Caerleon

Caer Llion, Caerleon-on-Usk, Caerlion, Carlion, Carlioun, Carlyon, Cayrlyon, Clarion, Karlion, Karliun, Karlyon, Kerlioun


Located on the Usk River above the Severn estuary in Monmouthshire, Wales, Gwent, this city is sometimes called Caerleon-upon-Usk, the site of a Roman fort and amphitheatre, which demonstrates some importance in Roman and post-Roman times. It was one of the most important cities within the realm of King Arthur.

By Vulgate III, this was Arthur's favorite city in which to hold court. After Camelot, it is still possibly Arthur's most famous court city. In some romances, indeed, it eclipses Camelot. As a fortress, Malory tells us that it "has a strong tower". Geoffrey of Monmouth wrote that Arthur held court at Caerleon which was based on many Celtic legends.

In the Vulgate Merlin, Arthur’s coronation at Caerleon is interrupted by a rebellion, and a battle is subsequently fought and won by Arthur outside the city. A number of other texts, including several Welsh stories, name Caerleon as Arthur’s main court, at least until the founding of Camelot.

In his Lancelot, Chrétien de Troyes mentions that King Arthur has just left Caerleon to hold court at Camelot, making it sound as though the two are in geographical proximity. Again, he makes it the city in which the Haughty Knight of the Heath and his damsel find Arthur holding a small and intimate little court of only 3,000 famous knights.

The town of Caerleon was the location of a Roman fortress built around AD 74 and the headquarters of the Second Augustan Legion. Locals call the amphitheater the "Round Table". Its name means "City" (originally 'Fort') "of the Legion". As the Roman Isca Silurum, it combined a military establishment with a center of civilian population. It has been proposed as the "City of Legion" that is the scene of Arthur's ninth battle in Nennius. In this context, however, Caerleon is a less probable candidate than Chester, the Roman base near the northern end of the Welsh borderlands. Geoffrey claims it was founded by King Belinus, perhaps the Beli Mawr of the genealogies. He also says that Dubricus (Dubric) was its archbishop. The Arcbishopric of Caerleon passed from Tremonus, during the reign of Ambrosius, to Dubricius, and then to David. It was also the home of Arthur’s fool, Sir Dagonet.

Caerleon's chief importance in Arthurian literature is as the place where Geoffrey of Monmouth has Arthur hold a plenary court, after organizing the conquests made in his first Gallic campaign. Geoffrey may have chosen it simply because it was near his native Monmouth and he had seen the ruins, which in the twelfth century were still conspicuous. In fact, he mentions them. His lavish description of the court prepares the way for the romancers' concept of Camelot as a special Arthurian capital. Here also, he locates the convent to which Guenevere retires.

Its location on the borders of Wales and England made it a place often fought over by the Saxons, Vikings and Welsh. It was when the Normans invaded into Wales that a castle was built here. If Caerleon-on-Usk is the City of the Legion, then it was here that Arthur held his plenary court at Whitsun, attended by representatives from all of Europe. Various sources name Caerleon-on-Usk as Camelot and the city where the Knights of the Round Table were first established.

Today, thanks to excavation and preservation, a large part of the complex of Roman buildings has survived. The amphitheater is the finest specimen in Britain. Before it was restored to daylight, it was covered by an accumulation of earth that concealed the structure but kept the shape, a hollow oval. The resulting mound was claimed locally as the true Round Table, the idea being that the knights sat facing inward as the original spectators did.

Caerleon has a version of the cave legend. A mysterious stranger in a three-cornered hat guided a farmer to a cave where a thousand of Arthur's soldiers lay asleep, waiting till they should be needed. One detail, that their heads were resting on guns, suggests that this tale is hardly one of the earliest forms of the legend.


• The task
The answer required is how many lines of the following entries contain the word "начала", with no other words.

Data about app and page elements
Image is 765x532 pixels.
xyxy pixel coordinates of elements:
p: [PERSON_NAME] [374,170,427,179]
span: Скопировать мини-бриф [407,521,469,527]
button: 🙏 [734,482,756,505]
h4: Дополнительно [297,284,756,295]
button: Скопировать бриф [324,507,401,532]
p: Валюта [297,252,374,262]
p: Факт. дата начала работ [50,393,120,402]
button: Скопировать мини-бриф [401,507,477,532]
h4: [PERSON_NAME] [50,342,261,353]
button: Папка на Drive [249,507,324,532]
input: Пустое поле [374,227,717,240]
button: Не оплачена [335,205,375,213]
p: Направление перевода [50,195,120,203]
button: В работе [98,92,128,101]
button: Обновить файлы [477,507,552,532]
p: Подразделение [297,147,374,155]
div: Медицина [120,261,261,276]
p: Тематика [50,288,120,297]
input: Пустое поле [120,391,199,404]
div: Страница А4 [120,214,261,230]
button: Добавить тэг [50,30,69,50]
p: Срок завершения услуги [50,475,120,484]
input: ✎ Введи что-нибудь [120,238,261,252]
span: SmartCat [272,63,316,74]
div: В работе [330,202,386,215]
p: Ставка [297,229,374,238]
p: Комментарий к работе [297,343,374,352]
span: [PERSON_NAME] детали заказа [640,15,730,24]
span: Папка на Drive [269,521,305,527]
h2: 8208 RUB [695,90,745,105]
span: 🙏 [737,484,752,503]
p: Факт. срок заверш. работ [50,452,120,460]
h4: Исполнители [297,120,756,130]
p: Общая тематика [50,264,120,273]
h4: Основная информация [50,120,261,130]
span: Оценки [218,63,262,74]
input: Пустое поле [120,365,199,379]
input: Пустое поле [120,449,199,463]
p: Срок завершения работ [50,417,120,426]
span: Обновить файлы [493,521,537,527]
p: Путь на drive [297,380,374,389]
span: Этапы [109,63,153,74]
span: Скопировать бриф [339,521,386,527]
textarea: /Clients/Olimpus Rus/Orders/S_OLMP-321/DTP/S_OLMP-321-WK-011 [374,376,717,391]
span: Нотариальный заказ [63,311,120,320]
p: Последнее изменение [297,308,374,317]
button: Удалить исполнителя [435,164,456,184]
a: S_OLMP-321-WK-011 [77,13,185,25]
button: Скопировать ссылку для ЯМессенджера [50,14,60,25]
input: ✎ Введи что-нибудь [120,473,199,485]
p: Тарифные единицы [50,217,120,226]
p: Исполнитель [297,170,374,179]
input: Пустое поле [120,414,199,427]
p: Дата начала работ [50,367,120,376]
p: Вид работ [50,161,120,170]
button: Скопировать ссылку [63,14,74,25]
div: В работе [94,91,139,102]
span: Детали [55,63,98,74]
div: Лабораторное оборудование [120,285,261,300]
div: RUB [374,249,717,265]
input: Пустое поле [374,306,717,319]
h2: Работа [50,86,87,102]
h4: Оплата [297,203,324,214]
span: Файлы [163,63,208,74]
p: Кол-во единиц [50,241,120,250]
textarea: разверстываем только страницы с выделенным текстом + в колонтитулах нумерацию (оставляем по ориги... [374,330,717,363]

• Solution to this exercise
2